Emotional intelligence has two important aspects (i) the intra-personal intelligence describes the ability to have positive relationships and/or good communication between people. This means that you understand what people fell and need and (ii) inter-personal intelligence describes the introspective and self-reflective capacities. Know your self, your emotions and what your weaknesses and/or strengths are, being able to control your own reactions.

You need a good recognition of your own feelings, emotions and reactions to control your current inner state and bring own automatic reactions to mind and interrupt them if needed. The empathy helps to recognize the feelings and emotions of others, express sympathy in an appropriate way. This is important to reduce of automatic reciprocal effects and bring automatic reactions with others to mind and interrupt. All this helps to create mid- and long-term relations with others.

In this sense emotional intelligence is a kind a glue to bring all the other aspects (vision, trust, accountability and passion) together to the people.

Fortune

Imagine everything started perfect. You have a good vision, the trust of the team, acted with accountability for execution and have had a lot of passion. Your high emotional intelligence helped - you did nothing wrong.

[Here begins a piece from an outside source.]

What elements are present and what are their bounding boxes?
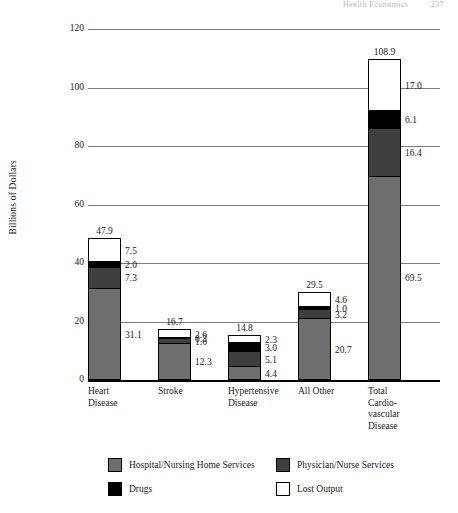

Then something unforeseen happened and "bang!" the team motivation melts like ice-cream in the sun. Maybe it is rumored that there will be a restructuring of the organization, outsourcing of the unit or the top management decided to cancel the project.

To be successful you need luck - sometimes a lot of luck. Be aware that leading humans is not a deterministic activity. Small changes in constraints, team structure or other circumstances may lead to totally different results.